Created on 26 Jul 2025

Authors

Luke A Sarre, Giselle Azucena Gastellou Peralta, Pedro Romero Charria, Vladimir Ovchinnikov, Alex de Mendoza

Published in

Molecular biology and evolution. Jul 25, 2025. Epub Jul 25, 2025.

Abstract

Cytosine DNA methylation patterns vary widely across eukaryotes, with its ancestral roles being understood to have included both transposable element silencing and host gene regulation. To further explore these claims, in this study, we reevaluate the evolutionary origins of DNA methyltransferases and characterise the roles of cytosine methylation on underexplored lineages, including the amoebozoan Acanthamoeba castellanii, the glaucophyte Cyanophora paradoxa, and the heterolobosean Naegleria gruberi. Our analysis of DNA methyltransferase evolution reveals a rich ancestral eukaryotic repertoire, with several eukaryotic lineages likely subsequently acquiring enzymes through lateral gene transfer (LGT). In the three species examined, DNA methylation is enriched on young transposable elements and silenced genes, suggesting an ancestral repressive function, without the transcription-linked gene body methylation of plants and animals. Consistent with this link with silencing, methylated genomic regions co-localise with heterochromatin marks, including H3K9me3 and H3K27me3. Notably, the closest homologues of many of the silenced, methylated genes in diverse eukaryotes belong to viruses, including giant viruses.

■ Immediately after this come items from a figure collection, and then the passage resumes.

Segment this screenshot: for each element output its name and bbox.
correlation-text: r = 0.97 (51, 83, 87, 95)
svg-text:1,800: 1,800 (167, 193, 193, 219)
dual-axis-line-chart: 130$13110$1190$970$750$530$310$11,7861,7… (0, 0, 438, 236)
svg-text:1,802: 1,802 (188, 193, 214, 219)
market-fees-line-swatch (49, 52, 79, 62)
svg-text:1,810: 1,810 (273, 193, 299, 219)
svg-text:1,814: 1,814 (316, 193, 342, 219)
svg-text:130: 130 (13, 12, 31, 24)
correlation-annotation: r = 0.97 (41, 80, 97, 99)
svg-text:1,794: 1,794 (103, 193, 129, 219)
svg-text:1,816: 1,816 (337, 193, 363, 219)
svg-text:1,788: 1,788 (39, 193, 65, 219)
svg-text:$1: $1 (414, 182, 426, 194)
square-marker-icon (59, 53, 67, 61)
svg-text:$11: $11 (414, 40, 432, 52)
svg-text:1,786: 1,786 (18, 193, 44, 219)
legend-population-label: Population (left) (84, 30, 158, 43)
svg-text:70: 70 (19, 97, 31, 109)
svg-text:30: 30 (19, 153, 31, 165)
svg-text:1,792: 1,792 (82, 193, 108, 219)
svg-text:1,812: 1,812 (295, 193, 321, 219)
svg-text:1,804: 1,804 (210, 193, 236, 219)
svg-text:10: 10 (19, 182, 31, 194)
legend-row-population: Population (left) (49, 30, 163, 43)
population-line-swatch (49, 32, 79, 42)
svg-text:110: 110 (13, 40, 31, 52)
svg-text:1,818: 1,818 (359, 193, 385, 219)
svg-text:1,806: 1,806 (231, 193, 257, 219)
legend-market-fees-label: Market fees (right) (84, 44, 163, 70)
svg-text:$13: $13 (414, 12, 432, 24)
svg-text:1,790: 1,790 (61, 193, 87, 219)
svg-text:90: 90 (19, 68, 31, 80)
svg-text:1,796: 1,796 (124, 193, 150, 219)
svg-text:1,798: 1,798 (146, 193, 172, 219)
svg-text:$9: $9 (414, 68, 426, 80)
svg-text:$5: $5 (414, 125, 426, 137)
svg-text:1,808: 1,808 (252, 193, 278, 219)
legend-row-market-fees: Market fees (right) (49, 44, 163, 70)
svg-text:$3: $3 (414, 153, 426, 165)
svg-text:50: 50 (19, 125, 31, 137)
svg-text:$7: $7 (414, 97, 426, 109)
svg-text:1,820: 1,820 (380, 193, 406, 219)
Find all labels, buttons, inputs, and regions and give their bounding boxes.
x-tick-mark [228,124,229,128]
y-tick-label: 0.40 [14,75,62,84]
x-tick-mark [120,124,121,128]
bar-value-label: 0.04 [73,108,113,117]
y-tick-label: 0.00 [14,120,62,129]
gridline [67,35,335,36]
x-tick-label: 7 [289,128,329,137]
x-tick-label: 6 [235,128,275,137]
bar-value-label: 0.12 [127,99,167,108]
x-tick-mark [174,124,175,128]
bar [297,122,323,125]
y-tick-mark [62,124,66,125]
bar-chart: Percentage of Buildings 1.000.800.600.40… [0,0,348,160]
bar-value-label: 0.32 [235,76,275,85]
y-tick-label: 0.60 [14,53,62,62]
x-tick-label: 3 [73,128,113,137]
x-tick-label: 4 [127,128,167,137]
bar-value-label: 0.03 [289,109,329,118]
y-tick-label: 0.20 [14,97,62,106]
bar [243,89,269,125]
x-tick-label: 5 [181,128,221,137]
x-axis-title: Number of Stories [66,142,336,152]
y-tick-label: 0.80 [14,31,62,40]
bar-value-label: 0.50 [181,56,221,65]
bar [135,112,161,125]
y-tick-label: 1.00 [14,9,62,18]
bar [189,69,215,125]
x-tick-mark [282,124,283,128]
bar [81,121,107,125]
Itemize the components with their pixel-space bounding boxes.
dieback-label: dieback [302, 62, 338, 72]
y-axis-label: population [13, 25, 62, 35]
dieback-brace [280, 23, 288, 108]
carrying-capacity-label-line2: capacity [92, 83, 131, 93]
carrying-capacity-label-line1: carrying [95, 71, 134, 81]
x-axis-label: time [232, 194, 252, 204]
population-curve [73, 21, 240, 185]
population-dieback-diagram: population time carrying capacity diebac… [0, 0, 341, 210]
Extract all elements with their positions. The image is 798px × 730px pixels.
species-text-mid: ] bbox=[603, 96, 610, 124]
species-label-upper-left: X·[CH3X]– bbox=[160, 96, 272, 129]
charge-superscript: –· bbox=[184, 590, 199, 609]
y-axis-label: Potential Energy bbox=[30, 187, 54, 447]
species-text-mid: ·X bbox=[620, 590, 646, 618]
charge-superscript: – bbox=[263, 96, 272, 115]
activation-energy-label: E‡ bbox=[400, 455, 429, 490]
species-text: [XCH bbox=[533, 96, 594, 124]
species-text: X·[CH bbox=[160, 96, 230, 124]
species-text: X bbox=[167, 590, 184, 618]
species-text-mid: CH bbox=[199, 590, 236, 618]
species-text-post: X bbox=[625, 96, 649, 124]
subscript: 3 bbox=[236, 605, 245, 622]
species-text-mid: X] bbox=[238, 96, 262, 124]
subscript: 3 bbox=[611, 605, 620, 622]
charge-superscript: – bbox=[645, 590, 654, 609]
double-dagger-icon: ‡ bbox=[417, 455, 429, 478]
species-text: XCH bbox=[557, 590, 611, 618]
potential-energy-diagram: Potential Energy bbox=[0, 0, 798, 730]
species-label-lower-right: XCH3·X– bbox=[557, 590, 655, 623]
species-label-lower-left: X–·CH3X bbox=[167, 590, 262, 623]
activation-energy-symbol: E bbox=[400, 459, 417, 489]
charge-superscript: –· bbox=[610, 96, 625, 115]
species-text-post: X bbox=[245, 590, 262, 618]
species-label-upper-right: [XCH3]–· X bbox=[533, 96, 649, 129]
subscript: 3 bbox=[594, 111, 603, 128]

Given the widespread occurrence of this pattern across diverse eukaryotic groups, we propose that cytosine methylation was a silencing mechanism originally acquired from bacterial donors which was used to mitigate the expression of both transposable and viral elements, and that this function may persist in creating a permissive atmosphere for LGT in diverse eukaryotic lineages. These findings further highlight the importance of epigenetic information to annotate eukaryotic genomes, as it helps delimit potentially adaptive LGTs from silenced parasitic elements.

PMID:
40712095
Bibliographic data and abstract were imported from PubMed on 26 Jul 2025.